>>>>>

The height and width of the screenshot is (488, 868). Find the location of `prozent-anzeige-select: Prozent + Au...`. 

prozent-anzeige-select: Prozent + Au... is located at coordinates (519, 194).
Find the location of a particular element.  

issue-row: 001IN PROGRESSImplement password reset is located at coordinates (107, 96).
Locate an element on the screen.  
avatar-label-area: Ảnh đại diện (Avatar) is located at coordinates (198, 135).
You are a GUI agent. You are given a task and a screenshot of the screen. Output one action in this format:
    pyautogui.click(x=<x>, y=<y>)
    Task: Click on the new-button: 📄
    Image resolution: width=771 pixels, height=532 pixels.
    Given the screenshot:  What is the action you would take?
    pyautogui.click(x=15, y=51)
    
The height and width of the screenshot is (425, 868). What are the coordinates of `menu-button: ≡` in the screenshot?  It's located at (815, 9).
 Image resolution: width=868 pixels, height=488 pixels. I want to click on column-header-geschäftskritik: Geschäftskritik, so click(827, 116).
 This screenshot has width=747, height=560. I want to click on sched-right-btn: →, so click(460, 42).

<<<<<
>>>>>

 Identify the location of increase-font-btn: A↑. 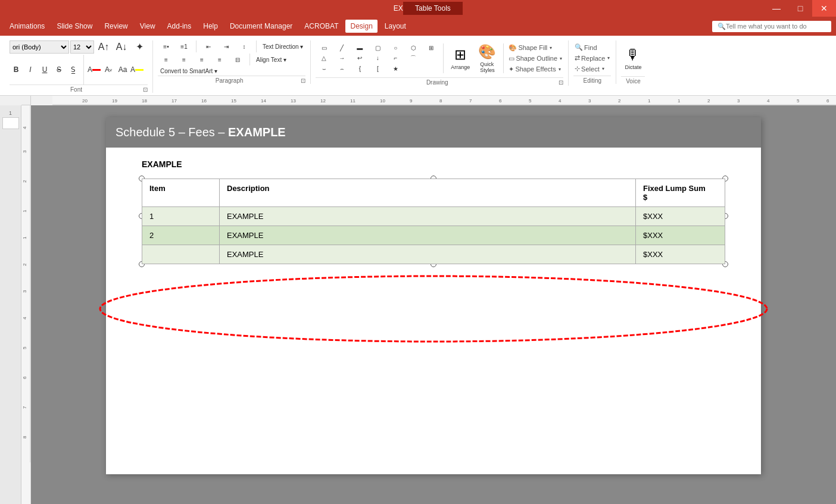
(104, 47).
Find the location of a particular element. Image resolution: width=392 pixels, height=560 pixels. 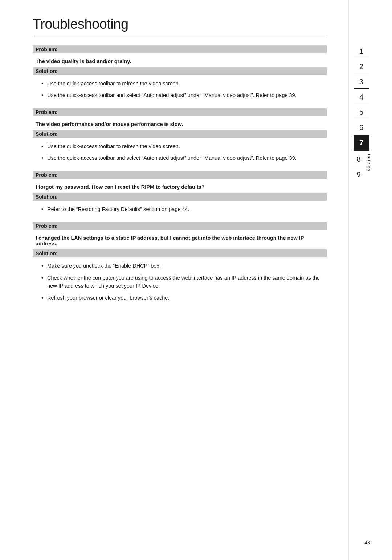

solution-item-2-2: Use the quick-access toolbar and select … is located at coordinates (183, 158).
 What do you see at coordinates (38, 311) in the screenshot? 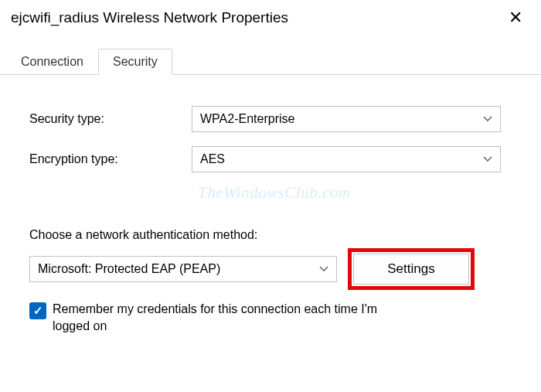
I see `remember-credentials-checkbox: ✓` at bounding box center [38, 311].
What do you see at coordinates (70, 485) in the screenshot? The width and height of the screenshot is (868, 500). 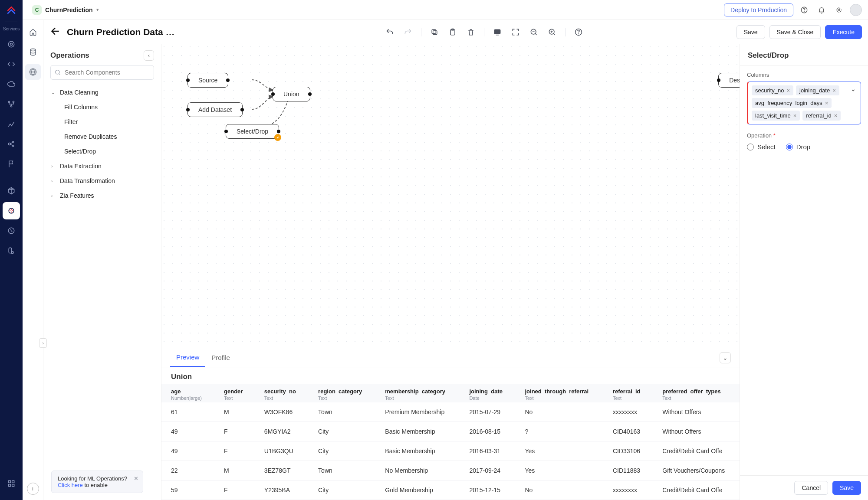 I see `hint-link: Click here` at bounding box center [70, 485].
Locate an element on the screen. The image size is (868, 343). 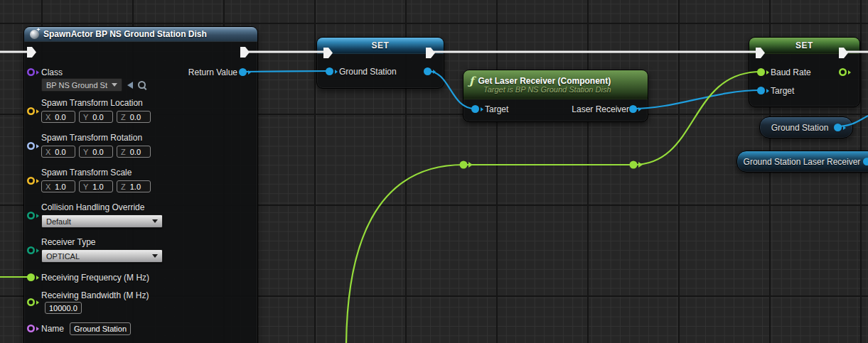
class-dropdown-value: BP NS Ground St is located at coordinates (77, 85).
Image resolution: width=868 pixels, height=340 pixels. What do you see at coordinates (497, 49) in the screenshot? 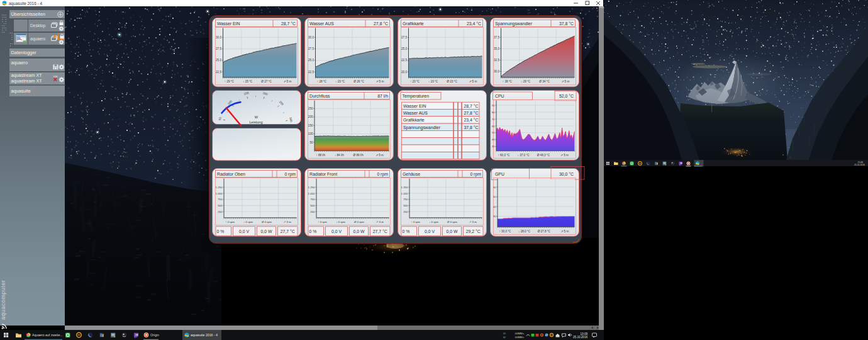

<<<<<

## [Work instruction]
Begin at the line that has "The height and width of the screenshot is (488, 868)." in the entries above; stop after the line that has "pyautogui.click(x=<x>, y=<y>)". Transcribe exactly those lines and no others.

## [Response area]
The height and width of the screenshot is (488, 868). Find the location of `prozent-anzeige-select: Prozent + Au...`. 

prozent-anzeige-select: Prozent + Au... is located at coordinates (519, 194).
Find the location of a particular element.  

issue-row: 001IN PROGRESSImplement password reset is located at coordinates (107, 96).
Locate an element on the screen.  
avatar-label-area: Ảnh đại diện (Avatar) is located at coordinates (198, 135).
You are a GUI agent. You are given a task and a screenshot of the screen. Output one action in this format:
    pyautogui.click(x=<x>, y=<y>)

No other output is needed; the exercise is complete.